Songs trigger slapstick forays from the near balletic dialogue - all in English or German: a failed audition of Silent Night (Karl-Heinz Brandt and the platinum-voiced Tora Augestad), Wham’s Last Christmas, staccato vocalese, sinister karaoke (Carina Braunschmidt) - and every time the charlady (Nikola Weisse) opens her mouth the other ingrates vanish in fear. The first language lesson is reprised in German, with Wagner’s Parsifal crooned by Michael von der Heide. And then, when you’ve almost given up waiting, in burst snippets of hits from the real My Fair Lady, charged with new meaning (precisely what, I have no idea obviously).
Vaguely identifiable themes include the change in semantics of words across the different spectrums of language, the Professor Higgins-Eliza Doolittle complex played out across the various combinations and ages of the lab couples, the interplay of space (= movement) and time (= music), and there is music, well, for music’s wonderful sake.

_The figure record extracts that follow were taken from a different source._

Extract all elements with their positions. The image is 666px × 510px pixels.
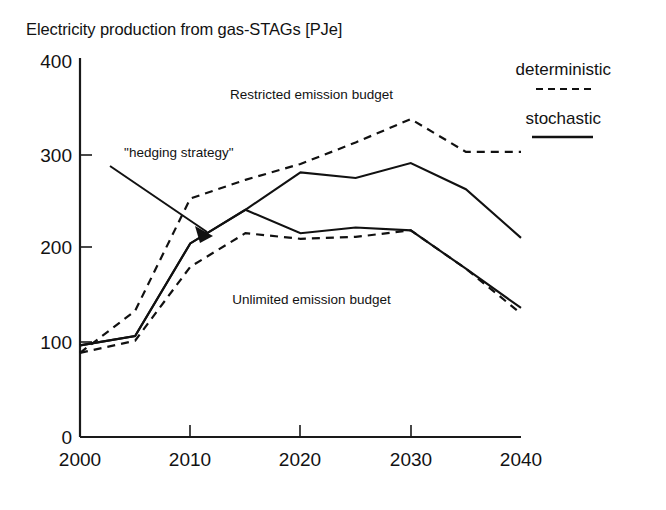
x-tick-label-2040: 2040	[500, 449, 542, 470]
y-tick-label-200: 200	[40, 237, 72, 258]
x-tick-label-2000: 2000	[59, 449, 101, 470]
line-chart-canvas: 400 300 200 100 0 2000 2010 2020 2030 20…	[0, 0, 666, 510]
legend-label-deterministic: deterministic	[516, 60, 612, 79]
hedging-strategy-arrow-line	[110, 166, 207, 232]
x-tick-label-2020: 2020	[279, 449, 321, 470]
annotation-hedging-strategy: "hedging strategy"	[124, 145, 234, 160]
annotation-restricted-emission-budget: Restricted emission budget	[230, 87, 393, 102]
chart-page: Electricity production from gas-STAGs [P…	[0, 0, 666, 510]
legend-label-stochastic: stochastic	[525, 109, 601, 128]
x-tick-label-2010: 2010	[169, 449, 211, 470]
y-tick-label-400: 400	[40, 51, 72, 72]
annotation-unlimited-emission-budget: Unlimited emission budget	[232, 292, 391, 307]
y-tick-label-300: 300	[40, 145, 72, 166]
hedging-strategy-arrow-head	[195, 226, 213, 243]
y-tick-label-0: 0	[61, 427, 72, 448]
y-tick-label-100: 100	[40, 332, 72, 353]
x-tick-label-2030: 2030	[390, 449, 432, 470]
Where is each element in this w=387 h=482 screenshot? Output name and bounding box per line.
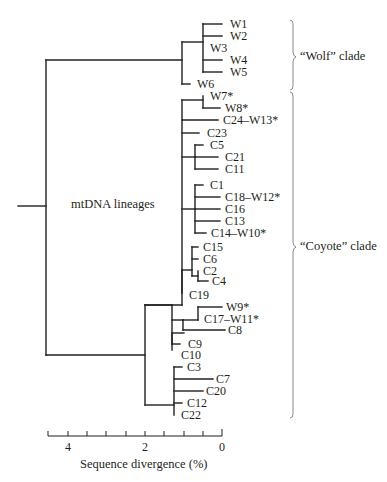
axis-title: Sequence divergence (%) bbox=[80, 457, 207, 472]
wolf-clade-bracket bbox=[290, 20, 296, 90]
leaf-label-c14-w10: C14–W10* bbox=[211, 227, 266, 239]
leaf-label-c20: C20 bbox=[206, 385, 226, 397]
leaf-label-w5: W5 bbox=[230, 66, 247, 78]
leaf-label-c4: C4 bbox=[212, 275, 226, 287]
leaf-label-c8: C8 bbox=[228, 324, 242, 336]
leaf-label-c5: C5 bbox=[210, 139, 224, 151]
leaf-label-c1: C1 bbox=[210, 179, 224, 191]
axis-tick-label-4: 4 bbox=[65, 440, 71, 455]
leaf-label-w3: W3 bbox=[210, 42, 227, 54]
mtdna-lineages-label: mtDNA lineages bbox=[71, 197, 155, 212]
divergence-axis bbox=[48, 429, 222, 436]
leaf-label-c24-w13: C24–W13* bbox=[223, 114, 278, 126]
coyote-clade-bracket bbox=[290, 92, 296, 418]
leaf-label-c22: C22 bbox=[181, 409, 201, 421]
coyote-clade-label: “Coyote” clade bbox=[300, 239, 377, 254]
leaf-label-c19: C19 bbox=[189, 289, 209, 301]
axis-tick-label-2: 2 bbox=[142, 440, 148, 455]
wolf-clade-label: “Wolf” clade bbox=[300, 49, 365, 64]
leaf-label-c3: C3 bbox=[187, 361, 201, 373]
leaf-label-c11: C11 bbox=[225, 163, 245, 175]
axis-tick-label-0: 0 bbox=[219, 440, 225, 455]
leaf-label-w2: W2 bbox=[230, 30, 247, 42]
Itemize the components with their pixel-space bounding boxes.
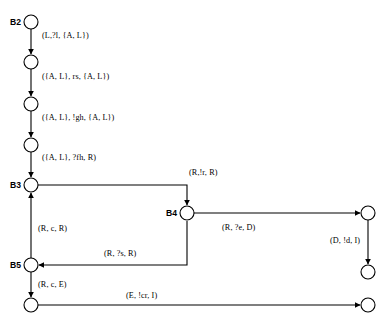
node-n6[interactable]: [24, 298, 38, 312]
edge-label-n2-n3: ({A, L}, !gh, {A, L}): [42, 113, 114, 122]
node-n5[interactable]: [361, 265, 375, 279]
node-b4[interactable]: [180, 206, 194, 220]
node-n2[interactable]: [24, 97, 38, 111]
edge-label-b3-b4: (R,!r, R): [189, 168, 218, 177]
node-b3[interactable]: [24, 178, 38, 192]
node-label-b5: B5: [10, 260, 21, 270]
node-b5[interactable]: [24, 258, 38, 272]
node-label-b3: B3: [10, 180, 21, 190]
edge-label-b4-b5: (R, ?s, R): [104, 249, 136, 258]
edge-label-b5-n6: (R, c, E): [38, 280, 67, 289]
edge-label-n1-n2: ({A, L}, rs, {A, L}): [42, 72, 109, 81]
node-n4[interactable]: [361, 206, 375, 220]
edge-label-n4-n5: (D, !d, I): [330, 236, 360, 245]
edge-b3-b4: [38, 185, 187, 205]
node-label-b4: B4: [166, 208, 177, 218]
edge-label-b4-n4: (R, ?e, D): [222, 223, 255, 232]
node-label-b2: B2: [10, 17, 21, 27]
node-b2[interactable]: [24, 15, 38, 29]
diagram-canvas: B2 B3 B4 B5 (L,?l, {A, L}) ({A, L}, rs, …: [0, 0, 388, 331]
edge-label-n3-b3: ({A, L}, ?fh, R): [42, 153, 96, 162]
edge-label-b5-b3: (R, c, R): [38, 224, 67, 233]
node-n1[interactable]: [24, 55, 38, 69]
node-n7[interactable]: [361, 298, 375, 312]
edge-label-n6-n7: (E, !cr, I): [126, 291, 157, 300]
edge-label-b2-n1: (L,?l, {A, L}): [42, 31, 89, 40]
node-n3[interactable]: [24, 138, 38, 152]
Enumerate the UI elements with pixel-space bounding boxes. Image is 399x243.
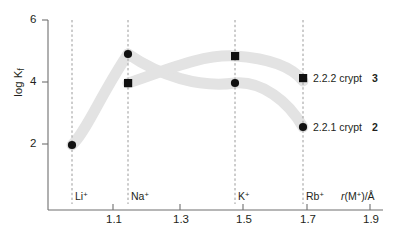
x-axis-title-open: (M: [345, 190, 357, 202]
data-point-square-na: [124, 79, 132, 87]
ion-label-rb-element: Rb: [306, 190, 319, 202]
y-tick-label-2: 2: [30, 138, 36, 150]
x-tick-label-1-5: 1.5: [236, 214, 252, 226]
legend-compound-number-2: 2: [372, 121, 378, 133]
y-tick-label-6: 6: [30, 14, 36, 26]
legend-label-2-2-2: 2.2.2 crypt: [313, 72, 362, 84]
ion-label-na-element: Na: [131, 190, 144, 202]
ion-label-li-element: Li: [75, 190, 83, 202]
ion-label-li-charge: +: [83, 190, 87, 199]
ion-label-rb-charge: +: [319, 190, 323, 199]
y-tick-label-4: 4: [30, 76, 36, 88]
legend-compound-number-3: 3: [372, 72, 378, 84]
legend-item-2-2-2: 2.2.2 crypt 3: [313, 73, 378, 84]
data-point-circle-k: [231, 79, 239, 87]
legend-label-2-2-1: 2.2.1 crypt: [313, 121, 362, 133]
ion-label-rb: Rb+: [306, 191, 324, 202]
legend-item-2-2-1: 2.2.1 crypt 2: [313, 122, 378, 133]
ion-label-k-element: K: [238, 190, 245, 202]
data-point-square-rb: [299, 74, 307, 82]
data-point-circle-rb: [299, 123, 307, 131]
band-segment-rise: [72, 54, 128, 145]
x-axis-title: r(M+)/Å: [341, 191, 375, 202]
x-tick-label-1-1: 1.1: [106, 214, 122, 226]
y-axis-title-subscript: f: [17, 68, 26, 70]
data-point-circle-li: [68, 141, 76, 149]
ion-label-k-charge: +: [245, 190, 249, 199]
data-point-circle-na: [124, 50, 132, 58]
y-axis-title-main: log K: [12, 71, 24, 97]
ion-label-na-charge: +: [144, 190, 148, 199]
figure-container: 6 4 2 log Kf 1.1 1.3 1.5 1.7 1.9 Li+ Na+…: [0, 0, 399, 243]
x-tick-label-1-7: 1.7: [300, 214, 316, 226]
y-axis-title: log Kf: [13, 50, 26, 116]
reference-lines: [72, 20, 303, 204]
ion-label-li: Li+: [75, 191, 88, 202]
band-segment-fall: [235, 56, 303, 81]
x-tick-label-1-3: 1.3: [173, 214, 189, 226]
band-segment-fall: [235, 83, 303, 127]
data-point-square-k: [231, 52, 239, 60]
ion-label-na: Na+: [131, 191, 149, 202]
ion-label-k: K+: [238, 191, 249, 202]
x-tick-label-1-9: 1.9: [363, 214, 379, 226]
x-axis-title-close: )/Å: [361, 190, 374, 202]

What you’re observing - and, crucially, hearing - are strands that coexist and are probably only significant because they contribute to one vision. You are forced to listen and watch in equal measure - but be warned, although there are beginnings, middles and ends, it might be distracting to piece them all together. Welcome then to the sport of Extreme Lecoq, hitting you at levels that the kids today coming out of Paris can only dream of. And wickedly funny with it.